PANDÈMIA

Jacket on during class time in order to mitigate covid

Ventilation is key to preventing infection, but it does not prevent the cold of winter

Cesc Maideu
4 min
Anorac a l’aula per pal·liar el covid

BarcelonaCarla Casalprim is 11 years old, and she gets up every day at 8 in the morning. After breakfast and brushing her teeth, she opens the door of her house and a chill runs down her body. "It's freezing", she says. Shee is from Sant Joan de les Abadesses, a village in the Ripollès region that is almost 800 metres above sea level and where, if in the early morning during the winter season the thermometer reads more than 0 degrees, it is not cold that day. Before leaving the house, Carla takes her beloved scooter, which accompanies her everywhere. Just by opening the door, Abril, one of her best friends, is already waiting for her, also with the scooter. "On the way I see frosty cars, there are even colleagues whose eyelashes freeze", she explains. The whole class arrives at school on a scooter, and perhaps the freezing occurs because some of them are speeding. Once inside the school Escola Mestre Andreu, Carla still takes a while to take her jacket off because she says that "it's not as cold as it is outside, but it's not cold enough to wear a sweatshirt either, especially now that winter has come".

Despite the low temperatures in Sant Joan de les Abadesses, the principal of Carla's school, Miquel Marcé, explains that their windows are always a little open. "We try to keep the air flowing", he explains. The cold that comes in through the windows is compensated for by setting the heating very high: "This can be seen in the bill that comes at the end of the month". Marcé explains that sometimes there are "students who complain about the cold", but that in general it is possible to follow classes in a normal way.

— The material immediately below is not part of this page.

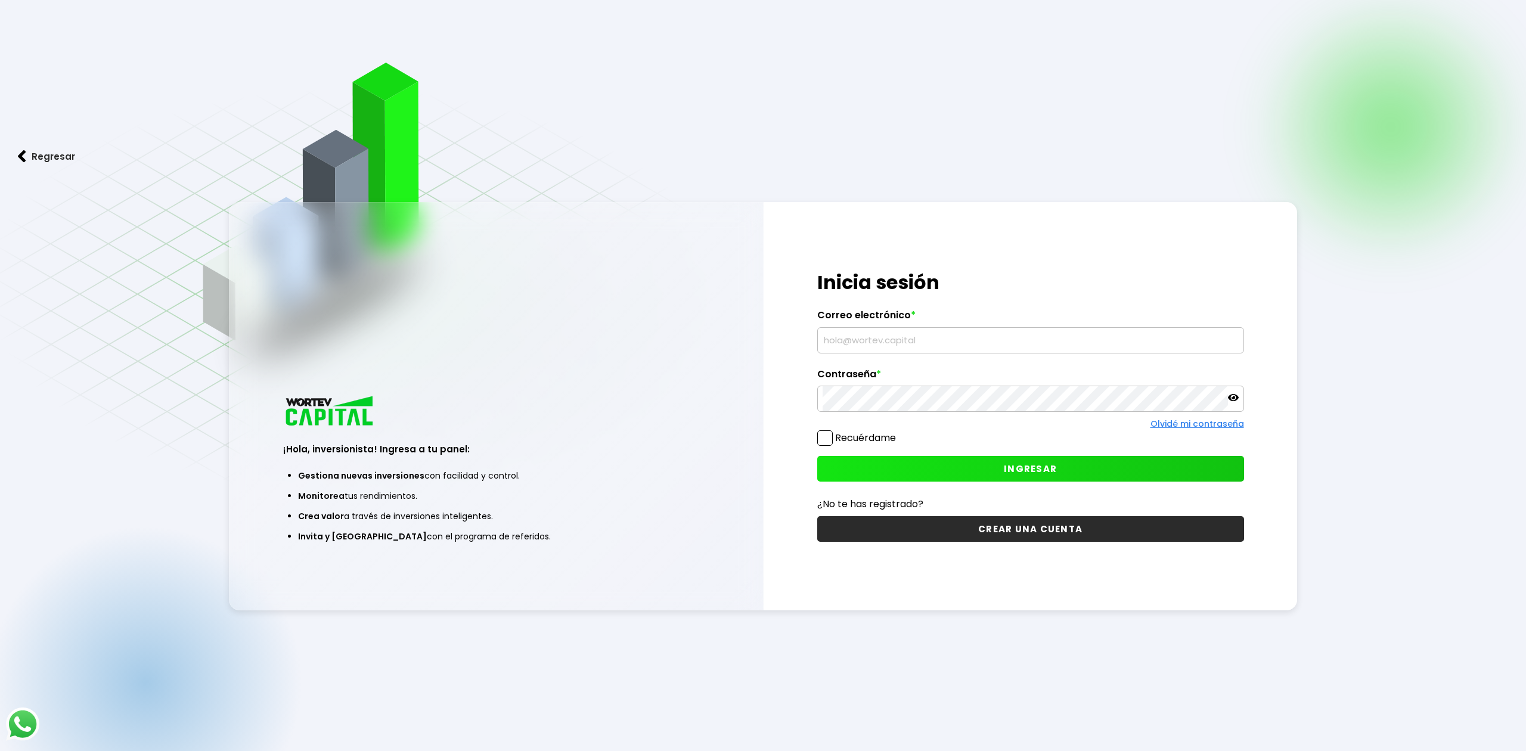 Image resolution: width=1526 pixels, height=751 pixels. I want to click on p: ¿No te has registrado?, so click(1031, 504).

The protocol of the Catalan Education Department to achieve good ventilation of the classrooms and thus eliminate the possibility of contagion is to "open the doors and windows with a minimum opening of 20 cm between 10 and 15 minutes every school hour". Even so, the Education Department recommends, if possible, keeping the windows permanently open, which is a recommendation followed by most schools.

Between the fog and the cold

The inhabitants of Torelló, as in most villages in the region of Osona, many mornings wake up to a low fog covering their roofs. "Between the dampness of the fog and the cold, there are days when the students wear a jacket to class", Raquel Hinojo, the school's principal, explains, and adds that this causes them to have "mobility problems when taking notes". She insists, however, that it is "necessary for safety reasons". She points out that after playtime, "when they've already run", no one notices the cold. In the morning, at the Escola Sagrats Cors they use the same tactic as in Sant Joan de les Abadesses: high heating. However, using it more than necessary has also taken its toll, since two weeks ago "the heating system had enough". "We went on for a few days without radiators. After that, now we can't say it's cold in class anymore", she says jokingly.

The temperature in the classroom on cold days is not "pleasant" either, since, as Hinojo points out, when the temperatures inside the classrooms drop there are between 12 and 14 degrees. This is less than the minimum health and safety regulations for the workplace state, which stands between 17 and 27 degrees Celsius. In fact, this irregularity could end up in court, since Thursday the CCOO union accused the Education Department of violating the regulations on weather conditions in schools and threatened to go to court. USTEC-STEs - the biggest union of state school teachers - also demanded an end to the cold in the classrooms and asked Education to buy air renovators for schools.

Blanket in school

In the absence of purifiers, in Ontinyent, near Alicante, they have devised their own system of protection from the cold in the classrooms: the mantaescola (schoolblanket). As its name suggests, it is a blanket with sleeves that students of all ages wear so that they do not get cold when the windows are open. "One day the Education Councillor went to visit a school and he was cold. From there on we asked a local textile company if they could make a blanket for the children to wear", explains Mélani Revert, of the Ontinyent City Council. The blanket can no longer be seen only in this village of the Vall d'Albaida, since they are starting to export it to Andalusia, Galicia and even France.

In Barcelona the mantaescola has not yet arrived, although in the La Caixa School, in the Sant Martí district, some teachers would need it. "We teachers are colder here than the children, they would go all day in short sleeves", explains Gemma Jové, the school's principal. She adds that in Barcelona it's not as cold as it is in the Pyrenees and that few children "complain about the temperature". Even so, during the coldest days she explains that on the side of the school where the sun is not shining, "you see some teachers and some students wearing jackets". In any case, she admits that "prevention and care of anti-covid measures is the priority".

It seems that being cold is a must to avoid the coronavirus. This is the opinion of Valentí Pineda, president of the Catalan Society of Paediatrics, who states that ventilation "is key so that the aerosols do not concentrate in the environment". He concludes that "having a cold is always better than having covid".